Fascinating History Through the Centuries.
Historically every period of Guatemala is fascinating. Usually the history of the country is divided into the epochs of the aborigines, the Spanish Conquest, Independence, and the era of liberal governments.
Across the centuries the path of history can be traced. A book written in the 16th century by one of the aborigines of the time of the Conquest and called "Popol-Vuh" or "Book of the People," speaks of the Quiches, vigorous and hardy natives of the soil, forerunners of the Guatemalan people as having reached at that time a degree of advance which singled them out from among the other primitive inhabitants of America. Their religious system was in essence a kind of animal worship whose gods were personified by the fox, the coyote, and the wild boar to be soon reemployed through natural evolution by the forces of nature such as the heavens, the earth, and the sea. They left as evidences of their worship the multitude of monuments whose imposing ruins are preserved today. Pyramids which seem to bear traces of Egypt and characters indicative of a remote Asiatic origin; temples, such as the Temple of the Sun, of grand architecture; and the Palace, dwelling of the King, a holy being and the Supreme Arbiter. The latter is among the most notable of American antiquities and it causes admiration through the graduated pyramid, the triangular vault and the arch forming an harmonious whole. The Quiche civilization was an advanced one and its government was a theocracy in which the High Priest was both the Supreme Governor and inherited the name of the primitive god Votan. This theocracy was drawn from among the warriors while the people in complete servitude tilled the fields in order to sustain the worship and raise grand monuments and built numerous cities on the borders of the lakes and rivers.

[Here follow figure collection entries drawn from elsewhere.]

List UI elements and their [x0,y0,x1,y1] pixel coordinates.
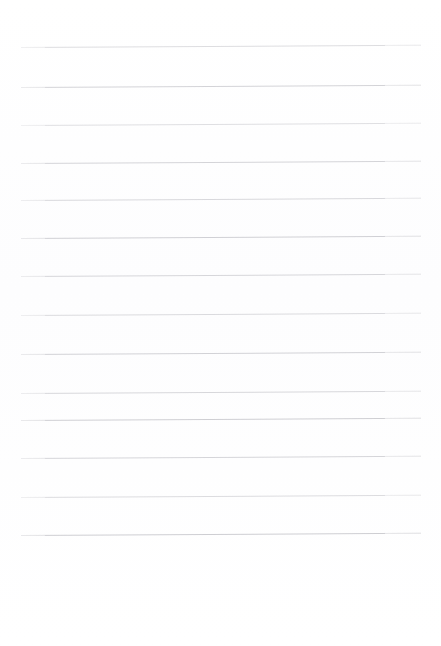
write-zone-7 [21,243,421,276]
write-zone-8 [21,282,421,315]
write-zone-5 [21,167,421,200]
write-zone-4 [21,130,421,163]
write-zone-12 [21,425,421,458]
write-zone-9 [21,321,421,354]
scanned-page [0,0,441,646]
write-zone-2 [21,54,421,87]
write-zone-11 [21,387,421,420]
write-zone-1 [21,14,421,47]
write-zone-3 [21,92,421,125]
write-zone-14 [21,502,421,535]
ruled-line-area [0,0,441,646]
write-zone-13 [21,464,421,497]
write-zone-6 [21,205,421,238]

Agriculture was well advanced. Cacao was cultivated with grand ceremonies and maize or Indian corn which was guarded with profound veneration because according to the ancient tradition man was formed from it. Cotton was also grown and brilliant garments woven from it which were dyed with cochineal and pigments formed from various plants. Tobacco was cultivated and yucca, beans, potatoes, etc. Various textiles were fabricated of the finest quality and many of the palaces and temples were hung with this tapestry.
Ceramics and various kinds of pottery were manufactured both for use and for ornament. The sciences and the arts were developed. The fame of the Quiche calendar exists today. The aborigines also understood painting, sculpture, and music. They made plumes and cloaks from the feathers of the birds and they wrote upon a paper prepared from the Amatl. Their language was liquid and possessed few inflections. It was the most perfect of the six hundred or more languages which the Spaniards encountered in the Isthmus of Central America. They had a literature of their own and from this fragments have been preserved notably the drama "Rabinal Achi."
Spanish Conquest and What Came After.